Wednesday, July 25, 2018

What is it About Shoes?





by Bacopa Literary Review Editor in Chief Mary Bast

I've written before about ekphrasis, the intersection of verbal and visual arts. Not included in that post are Marianne Moore's poem "Nine Nectarines and Other Porcelain" and Elizabeth Bishop's poem "Large Bad Picture" (based on George Wylie Hutchinson's "Seascape," right).

As Bishop's title implies, creating ekphrastic poetry can be enormous fun.

In the same Melanie Almeder workshop that inspired my Bacopa 2012-published "plummet" (imagining Icarus in Brueghel's "Landscape with the Fall of Icarus" as a woman), Almeder also asked us to to make a list of terms describing something ordinary in our lives, and then to write an ode to that item. My most ordinary and also cherished possession, after years of corporate-consulting-required-suits-and-oh-so-uncomfortable-high-heels, were (and are still) my Birkenstocks:

ode to my birkenstocks 
(from "Eeek Love")
sole-mates I am barely
clothed in you
so easy to slide into
walking me
away from suits
you've taken me
to places high-
class shoes would fear
you relish luscious mud
& sand & bits of twigs
that hang on tightly
to your treads
I am besotted birkies
with the child in you
who tastes & smudges
oh you messy shoes
this simple-minded
search for ground
may wear us down
you mortal stumble-bums
Then, just this morning, I read a a friend's post about a Poetry Workshop on Ekphrastic with Pauletta Hansel [Cincinnati Poet Laureate Emeritus (April 2016-March 2018)].

Barbara Sliter's ekphrastic poem "The Red Shoe," much like mine, remembers "a time . . . / before the guy selling lettuce / said "I don't think of you / as an old person. . . a time before / shoes became practical. . . ."

I'm still smiling.


Saturday, July 21, 2018

Yamaraja Das, Back to Godhead

Today we learned that Yamaraja Das (born Robert Wintermute II), who created the layout for Bacopa Literary Review since its inception in 2010, passed away on June 22. A Krishna devotee, Yama (as we knew him) was, indeed, "a quiet hero."

As one of his friends said, "It irked Yamaraja to see badly produced books. Even after many years of working with him, I continued to be impressed by how he always produced attractively designed articles with extremely limited resources."

We join Kesihanta Das, who visited Yama in his final days, in imagining Yamaraja Das "already Back to Godhead."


→ **Work request**
Give a verbatim copy of the lines below, minus the pictures.

'''

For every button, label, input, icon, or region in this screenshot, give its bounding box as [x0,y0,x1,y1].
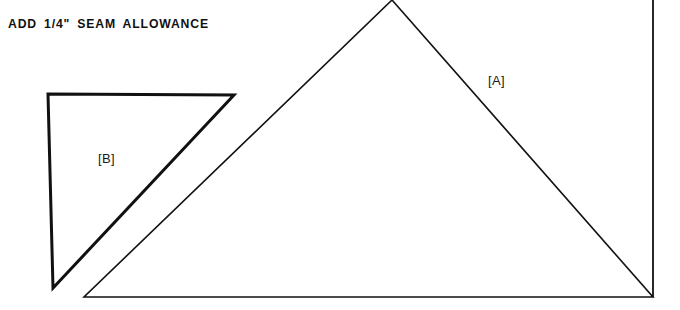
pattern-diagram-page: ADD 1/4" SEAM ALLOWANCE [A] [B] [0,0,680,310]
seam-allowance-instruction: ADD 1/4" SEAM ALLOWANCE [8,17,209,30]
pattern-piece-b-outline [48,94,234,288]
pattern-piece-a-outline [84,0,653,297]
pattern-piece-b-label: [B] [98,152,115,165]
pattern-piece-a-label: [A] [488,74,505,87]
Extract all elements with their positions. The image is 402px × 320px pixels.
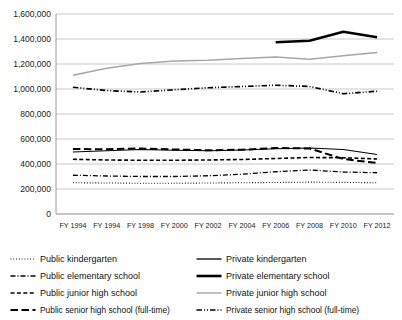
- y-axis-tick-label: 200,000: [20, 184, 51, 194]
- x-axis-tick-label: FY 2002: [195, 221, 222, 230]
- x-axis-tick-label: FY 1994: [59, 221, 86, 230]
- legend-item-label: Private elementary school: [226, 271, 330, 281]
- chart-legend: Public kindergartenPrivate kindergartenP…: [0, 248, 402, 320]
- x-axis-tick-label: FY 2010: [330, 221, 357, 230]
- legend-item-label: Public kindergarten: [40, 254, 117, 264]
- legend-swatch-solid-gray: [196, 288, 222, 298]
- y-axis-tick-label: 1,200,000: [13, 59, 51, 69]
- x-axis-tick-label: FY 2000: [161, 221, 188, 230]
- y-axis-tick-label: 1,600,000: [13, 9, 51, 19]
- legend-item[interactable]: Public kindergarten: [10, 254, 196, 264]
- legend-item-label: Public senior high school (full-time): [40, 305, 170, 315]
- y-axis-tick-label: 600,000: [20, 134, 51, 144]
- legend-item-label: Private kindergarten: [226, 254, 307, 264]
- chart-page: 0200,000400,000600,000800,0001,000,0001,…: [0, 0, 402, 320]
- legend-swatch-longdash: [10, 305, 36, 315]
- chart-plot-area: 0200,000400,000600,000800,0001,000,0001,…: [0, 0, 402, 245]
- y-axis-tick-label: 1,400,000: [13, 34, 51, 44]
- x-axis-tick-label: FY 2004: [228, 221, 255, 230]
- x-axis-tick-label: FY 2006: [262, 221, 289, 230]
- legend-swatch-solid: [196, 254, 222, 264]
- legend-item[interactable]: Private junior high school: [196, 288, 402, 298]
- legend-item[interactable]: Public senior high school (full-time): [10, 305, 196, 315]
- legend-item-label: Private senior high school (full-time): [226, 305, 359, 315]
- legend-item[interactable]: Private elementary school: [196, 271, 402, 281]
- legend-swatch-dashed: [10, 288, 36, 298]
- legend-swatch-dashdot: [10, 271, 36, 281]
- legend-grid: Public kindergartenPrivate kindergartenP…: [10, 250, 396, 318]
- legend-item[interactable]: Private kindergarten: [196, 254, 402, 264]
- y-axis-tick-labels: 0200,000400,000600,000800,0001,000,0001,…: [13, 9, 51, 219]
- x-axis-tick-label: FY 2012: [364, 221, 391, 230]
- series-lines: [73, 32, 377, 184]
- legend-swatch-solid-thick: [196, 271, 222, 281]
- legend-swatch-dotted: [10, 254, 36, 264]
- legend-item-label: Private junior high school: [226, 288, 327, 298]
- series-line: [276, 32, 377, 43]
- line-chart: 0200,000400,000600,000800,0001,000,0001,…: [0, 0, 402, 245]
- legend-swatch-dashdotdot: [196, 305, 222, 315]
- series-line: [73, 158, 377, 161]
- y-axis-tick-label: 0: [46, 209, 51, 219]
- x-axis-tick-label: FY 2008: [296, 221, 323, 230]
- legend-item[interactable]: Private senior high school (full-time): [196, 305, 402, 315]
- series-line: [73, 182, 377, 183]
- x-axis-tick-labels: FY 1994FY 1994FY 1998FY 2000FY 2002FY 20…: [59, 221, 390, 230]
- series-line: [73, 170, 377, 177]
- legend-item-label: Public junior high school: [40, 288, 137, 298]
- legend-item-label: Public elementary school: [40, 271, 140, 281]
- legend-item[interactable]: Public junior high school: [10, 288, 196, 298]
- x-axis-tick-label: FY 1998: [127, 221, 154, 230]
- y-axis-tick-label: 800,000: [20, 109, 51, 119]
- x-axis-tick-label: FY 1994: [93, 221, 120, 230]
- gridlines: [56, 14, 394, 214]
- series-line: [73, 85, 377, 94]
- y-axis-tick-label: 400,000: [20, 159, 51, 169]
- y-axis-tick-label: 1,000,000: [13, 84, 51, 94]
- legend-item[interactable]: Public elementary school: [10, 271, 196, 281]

'''

→ **The completed task**
For every button, label, input, icon, or region in this screenshot, give its bounding box as [x0,y0,x1,y1].
pattern-diagram-page: ADD 1/4" SEAM ALLOWANCE [A] [B] [0,0,680,310]
seam-allowance-instruction: ADD 1/4" SEAM ALLOWANCE [8,17,209,30]
pattern-piece-b-outline [48,94,234,288]
pattern-piece-a-outline [84,0,653,297]
pattern-piece-b-label: [B] [98,152,115,165]
pattern-piece-a-label: [A] [488,74,505,87]
Extract all elements with their positions. The image is 402px × 320px pixels.
- y-axis-tick-label: 200,000: [20, 184, 51, 194]
- x-axis-tick-label: FY 2002: [195, 221, 222, 230]
- x-axis-tick-label: FY 1994: [59, 221, 86, 230]
- legend-item-label: Private elementary school: [226, 271, 330, 281]
- chart-legend: Public kindergartenPrivate kindergartenP…: [0, 248, 402, 320]
- x-axis-tick-label: FY 2010: [330, 221, 357, 230]
- legend-item-label: Public kindergarten: [40, 254, 117, 264]
- legend-swatch-solid-gray: [196, 288, 222, 298]
- y-axis-tick-label: 1,200,000: [13, 59, 51, 69]
- x-axis-tick-label: FY 2000: [161, 221, 188, 230]
- y-axis-tick-label: 1,600,000: [13, 9, 51, 19]
- legend-item[interactable]: Public kindergarten: [10, 254, 196, 264]
- legend-item-label: Public senior high school (full-time): [40, 305, 170, 315]
- y-axis-tick-label: 600,000: [20, 134, 51, 144]
- legend-item-label: Private kindergarten: [226, 254, 307, 264]
- chart-page: 0200,000400,000600,000800,0001,000,0001,…: [0, 0, 402, 320]
- legend-swatch-longdash: [10, 305, 36, 315]
- chart-plot-area: 0200,000400,000600,000800,0001,000,0001,…: [0, 0, 402, 245]
- y-axis-tick-label: 1,400,000: [13, 34, 51, 44]
- x-axis-tick-label: FY 2004: [228, 221, 255, 230]
- x-axis-tick-label: FY 2006: [262, 221, 289, 230]
- legend-swatch-solid: [196, 254, 222, 264]
- legend-item[interactable]: Private junior high school: [196, 288, 402, 298]
- legend-item[interactable]: Public senior high school (full-time): [10, 305, 196, 315]
- legend-item-label: Private senior high school (full-time): [226, 305, 359, 315]
- legend-item[interactable]: Private elementary school: [196, 271, 402, 281]
- legend-swatch-dashed: [10, 288, 36, 298]
- legend-swatch-dashdot: [10, 271, 36, 281]
- legend-grid: Public kindergartenPrivate kindergartenP…: [10, 250, 396, 318]
- legend-item[interactable]: Private kindergarten: [196, 254, 402, 264]
- y-axis-tick-labels: 0200,000400,000600,000800,0001,000,0001,…: [13, 9, 51, 219]
- x-axis-tick-label: FY 2012: [364, 221, 391, 230]
- series-lines: [73, 32, 377, 184]
- legend-swatch-solid-thick: [196, 271, 222, 281]
- legend-swatch-dotted: [10, 254, 36, 264]
- legend-item-label: Private junior high school: [226, 288, 327, 298]
- series-line: [276, 32, 377, 43]
- line-chart: 0200,000400,000600,000800,0001,000,0001,…: [0, 0, 402, 245]
- legend-swatch-dashdotdot: [196, 305, 222, 315]
- series-line: [73, 158, 377, 161]
- y-axis-tick-label: 0: [46, 209, 51, 219]
- x-axis-tick-label: FY 2008: [296, 221, 323, 230]
- legend-item[interactable]: Private senior high school (full-time): [196, 305, 402, 315]
- series-line: [73, 182, 377, 183]
- x-axis-tick-labels: FY 1994FY 1994FY 1998FY 2000FY 2002FY 20…: [59, 221, 390, 230]
- series-line: [73, 170, 377, 177]
- legend-item-label: Public junior high school: [40, 288, 137, 298]
- legend-item-label: Public elementary school: [40, 271, 140, 281]
- legend-item[interactable]: Public junior high school: [10, 288, 196, 298]
- x-axis-tick-label: FY 1998: [127, 221, 154, 230]
- y-axis-tick-label: 800,000: [20, 109, 51, 119]
- x-axis-tick-label: FY 1994: [93, 221, 120, 230]
- gridlines: [56, 14, 394, 214]
- series-line: [73, 85, 377, 94]
- y-axis-tick-label: 400,000: [20, 159, 51, 169]
- y-axis-tick-label: 1,000,000: [13, 84, 51, 94]
- legend-item[interactable]: Public elementary school: [10, 271, 196, 281]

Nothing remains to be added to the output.